Appeal process and timing caution

Medical assessment appeals are not a second chance to run the same argument from the beginning. The appeal normally needs to identify an available ground, such as demonstrable error, use of incorrect criteria, or another recognised review basis. That is why the first review should focus on the assessor's reasoning, the source documents, and whether the deduction follows from the evidence.

Timing also matters. If you receive a MAC with a psychiatric WPI deduction, keep the envelope or email, save the full certificate and reasons, and get advice quickly. Time limits and procedural steps can affect whether the issue can be challenged, so do not wait until settlement negotiations expose the financial effect of the deduction.

Where this fits with Section 66 lump sum claims

Section 66 lump sum compensation depends on the assessed level of permanent impairment and the applicable statutory thresholds. A psychiatric WPI deduction can therefore change the practical value of a claim, particularly where the worker is close to a threshold. Cunningham is a reminder to check whether the final percentage reflects a lawful impairment assessment, not just the insurer's preferred reading of earlier medical history.

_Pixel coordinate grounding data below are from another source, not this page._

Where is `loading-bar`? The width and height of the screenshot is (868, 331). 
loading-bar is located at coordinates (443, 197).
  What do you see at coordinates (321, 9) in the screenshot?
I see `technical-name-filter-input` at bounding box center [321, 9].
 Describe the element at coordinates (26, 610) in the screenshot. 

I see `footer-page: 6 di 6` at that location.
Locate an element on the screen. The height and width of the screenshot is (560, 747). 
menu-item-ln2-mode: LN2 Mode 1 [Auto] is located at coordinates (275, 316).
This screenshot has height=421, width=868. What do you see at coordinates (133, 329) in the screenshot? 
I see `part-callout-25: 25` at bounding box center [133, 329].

It is also important not to overread the decision. A well-explained deduction may still stand where the evidence supports it. The useful lesson is that workers should ask for a structured review: what impairment is work-related, what impairment is said to be pre-existing, what records support that split, and whether the reasoning is clear enough to justify the percentage deducted.

Plain-English takeaway

If your psychiatric WPI result includes a pre-existing deduction that does not seem properly explained, do not assume it is final. Get the report reviewed quickly and map an appeal strategy to the exact error, not just the percentage outcome.

The strongest first step is to compare the MAC against the medical file and the worker's real functional history. If the deduction is based on assumption, missing records, or a misunderstanding of the legal test, that may become the centre of the appeal. If the deduction is supported, the strategy may instead shift to settlement advice, future treatment planning, or checking other parts of the claim.

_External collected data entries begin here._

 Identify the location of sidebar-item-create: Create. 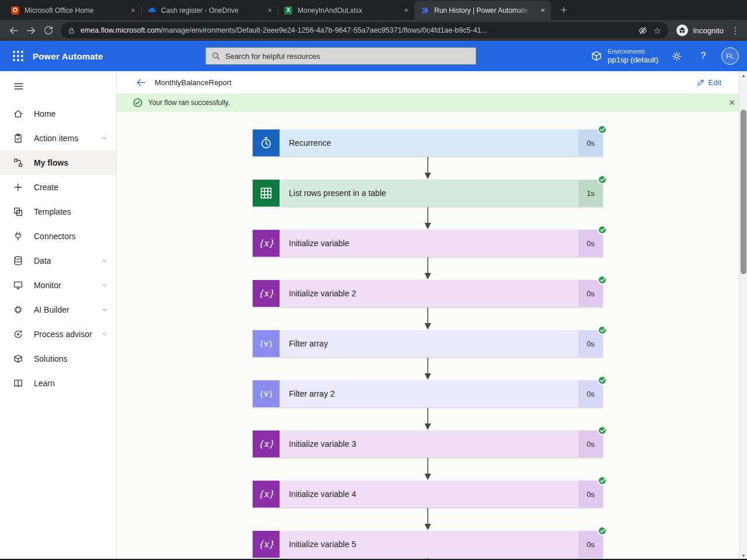
(58, 187).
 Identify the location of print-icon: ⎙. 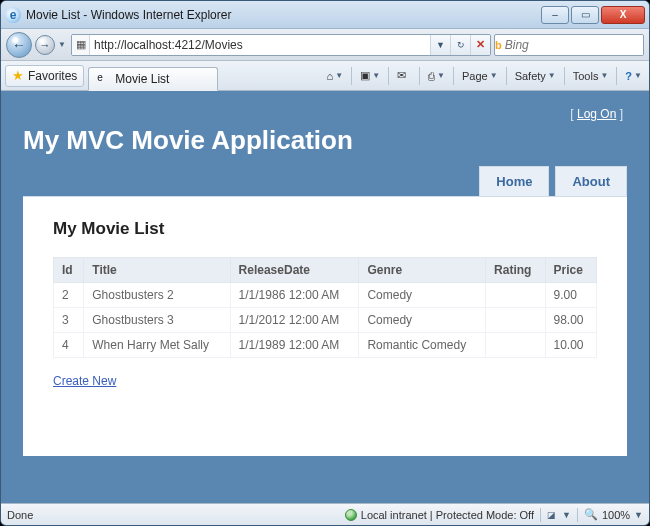
(432, 76).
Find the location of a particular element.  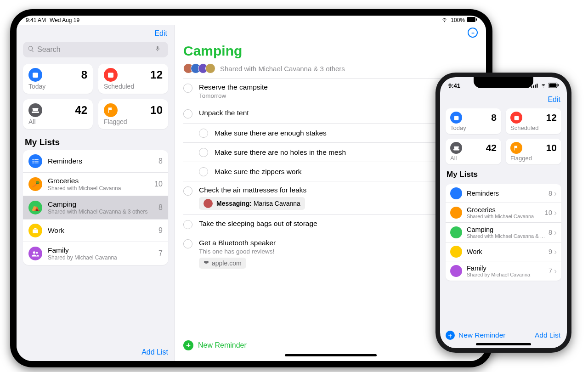

list-item-reminders: Reminders8› is located at coordinates (503, 193).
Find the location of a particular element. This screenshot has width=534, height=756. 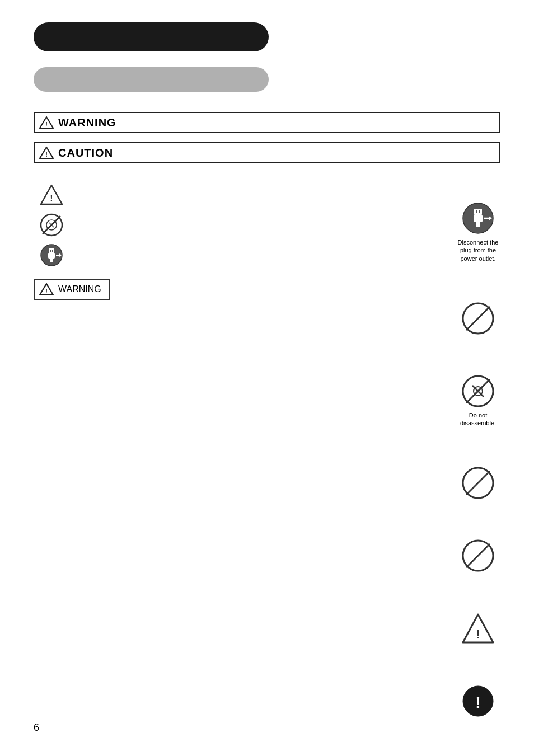

prohibition-icon is located at coordinates (51, 225).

Frequently asked questions

Does this decision automatically increase anyone's WPI?

No. It is not automatic. It shows that an incorrect deduction method can be successfully challenged.

What should I collect before asking for advice on a psychiatric WPI appeal?

Keep the MAC and reasons, treating psychiatrist/psychologist records, prior mental health history records (if any), and a timeline showing functional change before and after injury.

Can earlier mental health treatment justify a deduction by itself?

Not by itself. Earlier treatment may be relevant, but the assessor still needs to explain how it supports a measurable pre-existing impairment and the percentage deducted.

Is the appeal about the percentage or the reasoning?

Usually the reasoning comes first. A successful appeal generally needs an identifiable error, not only dissatisfaction with the final WPI percentage.

Full decision source

Read the decision on AustLII: Cunningham v Kurri Kurri Community Services Ltd [2026] NSWPICMP 224.